The Third Balochistan Conflict refers to an insurgency by Baloch separatists against the Pakistani government lasting from 1963 till 1969 with the aim to force Pakistan to share revenues from gas reserves in Balochistan, freeing up of Baloch prisoners and dissolution of One Unit Scheme.
The One Unit Scheme was the reorganisation of the provinces of Pakistan by the central Pakistani government. It was led by Prime Minister Muhammad Ali Bogra on 22 November 1954 and passed on 30 September 1955.
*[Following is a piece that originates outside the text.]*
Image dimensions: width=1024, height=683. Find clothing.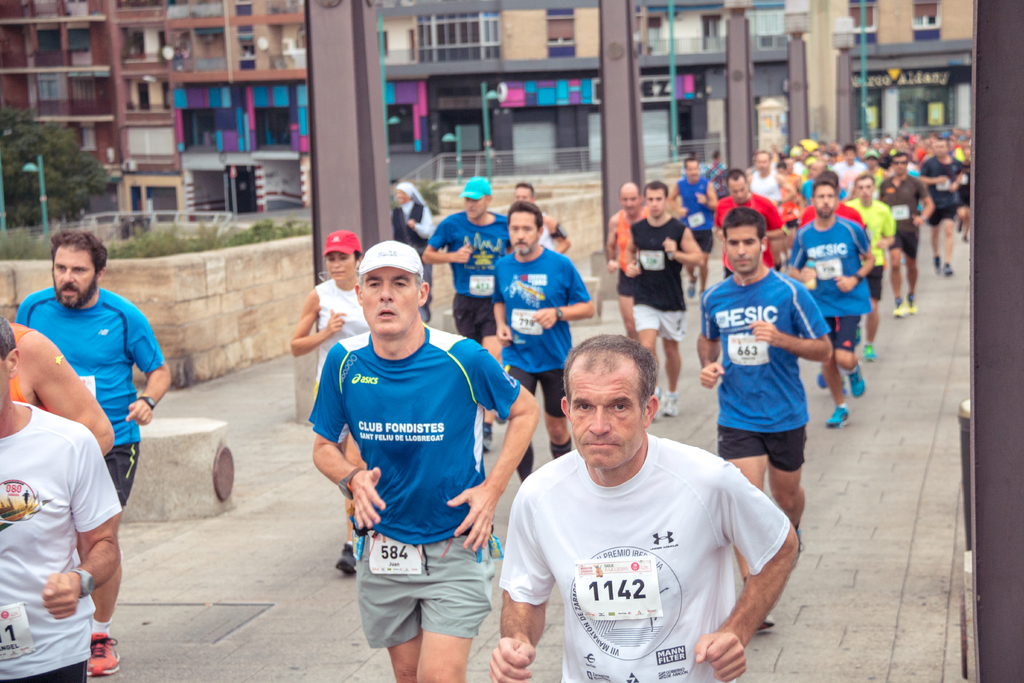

On 31 October 1955, a large crowd of Afghan rioters attacked the Pakistani embassy in Kabul and the Pakistani consulates in Jalalabad and Kandahar after being angered by the Pakistani government's amalgamation of the North-West Frontier Province (and the Federally Administered Tribal Areas) into West Pakistan, which was created by the One Unit Scheme.
The LFO also dissolved the "One Unit scheme", which had combined the four provinces of the western wing to constitute the political unit of West Pakistan. [3] [4] The LFO also stipulated that the future Constitution was to include five principles. [9] The state's Islamic ideology and reserving the role of the Head of State for Muslims exclusively.
In 1955, Prime Minister Mohammad Ali Bogra implemented the One Unit scheme which merged the four western provinces into a single unit called West Pakistan while East Bengal was renamed as East Pakistan. [4] Pakistan ended its dominion status and adopted a republican constitution in 1956, which proclaimed an Islamic republic. [5]
The One Unit Scheme would unite the provinces of Balochistan, Punjab, Khyber Pakhtunkhwa, Sindh, the Federally Administered Tribal Areas into one province known as the West Pakistan province, the One Unit Scheme ideology of removing inequality between East and West Pakistan by promoting the One Unit program was founded by several statesmen ...
The One Unit scheme was essentially an anti-democratic provocation meant to stop East Bengal from taking advantage of its numerical superiority. It also alienated the smaller provinces of West Pakistan by robbing the Sindhis, Baluchis and Pashtuns of their provincial identities.